Daniel Hahn reviews The Cat Orchestra and the Elephant Butler by Jan Bondeson, in The Guardian:
Bondeson has collected stories that span centuries and continents. As well as the incredible performing animals – Hear the amazing cat orchestra! See the learned pig! – he cites natural marvels never adequately explained: showers of fish, toads surviving for years completely encased in rock. For the former, he occasionally suggests some explanation, revealing the crafty showman’s trick, the devices used to teach the pig to spell or the horse to count money; for the latter he wheels out scientific arguments against, and (often more interesting) scientific explanations for, the existence of these seemingly impossible phenomena. And between the performing beasts and the zoological anomalies come the legends – the vegetable lamb, the geese grown from barnacles (this particular tall tale, he says, is behind our use of the word canard).
More here.
Geoffrey Nunberg:
In 1569, an Antwerp physician and naturalist named Johannes Goropius Becanus published a book arguing that the language spoken in the Garden of Eden must have been Flemish — or more specifically, the Flemish of Antwerp — and that all other languages could be derived from that tongue. According to Becanus, for example, the name Eve came from the Flemish words eu-vat — “people barrel” or “barrel of generations” — since all of humanity had its origin in Eve’s womb.

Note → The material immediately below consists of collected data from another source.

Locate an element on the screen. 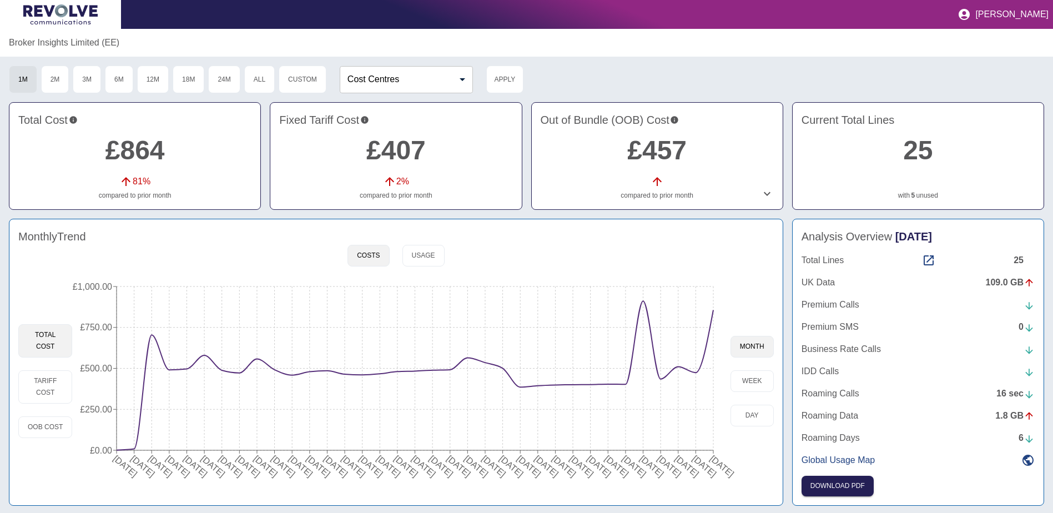 The width and height of the screenshot is (1053, 513). button: 12M is located at coordinates (153, 79).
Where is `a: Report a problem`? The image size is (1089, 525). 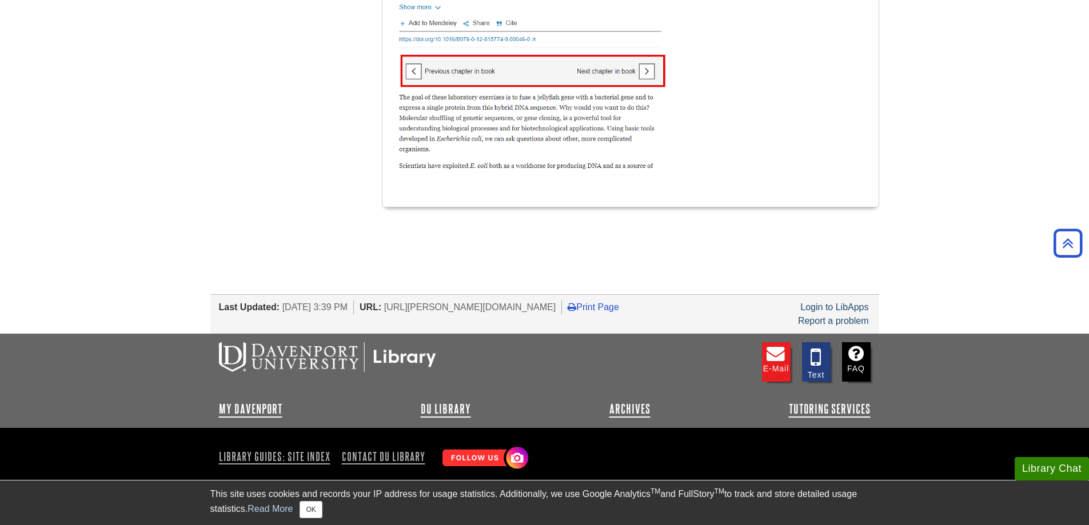 a: Report a problem is located at coordinates (833, 321).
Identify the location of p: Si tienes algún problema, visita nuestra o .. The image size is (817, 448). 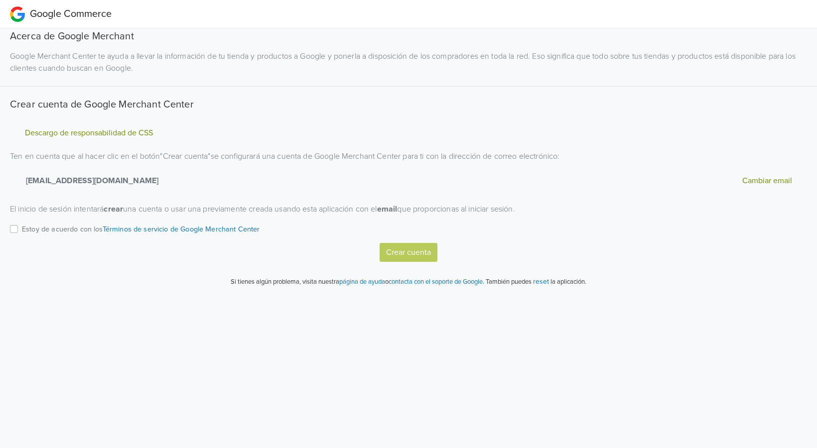
(357, 282).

Not surprisingly, Becanus’s theories were congenial to many of his countrymen, though others found them loopy — Ben Jonson ridiculed him in his play The Alchemist and the philosopher Leibniz turned his name into a verb that means “to speculate foolishly about language.” But Becanus’s spiritual descendants have flourished over the centuries. Scarcely a day goes by that the group of linguists I post with at the LanguageLog blog aren’t debunking some claim about language that’s no less absurd than Becanus’s were. So we decided to create the annual Johannes Goropius Becanus award, or Becky for short, awarded to the promulgater of the single most ridiculous or misleading bit of linguistic nonsense that somebody manages to put over in the media.
The year 2006 was rich in contenders…
More here. [Thanks to Neeraj Kayal.]
George Packer in The New Yorker:
Millions of Iraqis, spanning the country’s religious and ethnic spectrum, welcomed the overthrow of Saddam Hussein. But the mostly young men and women who embraced America’s project so enthusiastically that they were prepared to risk their lives for it may constitute Iraq’s smallest minority. I came across them in every city: the young man in Mosul who loved Metallica and signed up to be a translator at a U.S. Army base; the DVD salesman in Najaf whose plans to study medicine were crushed by Baath Party favoritism, and who offered his services to the first American Humvee that entered his city. They had learned English from American movies and music, and from listening secretly to the BBC. Before the war, their only chance at a normal life was to flee the country—a nearly impossible feat. Their future in Saddam’s Iraq was, as the Metallica fan in Mosul put it, “a one-way road leading to nothing.” I thought of them as oddballs, like misunderstood high-school students whose isolation ends when they go off to college. In a similar way, the four years of the war created intense friendships, but they were forged through collective disappointment. The arc from hope to betrayal that traverses the Iraq war is nowhere more vivid than in the lives of these Iraqis. America’s failure to understand, trust, and protect its closest friends in Iraq is a small drama that contains the larger history of defeat.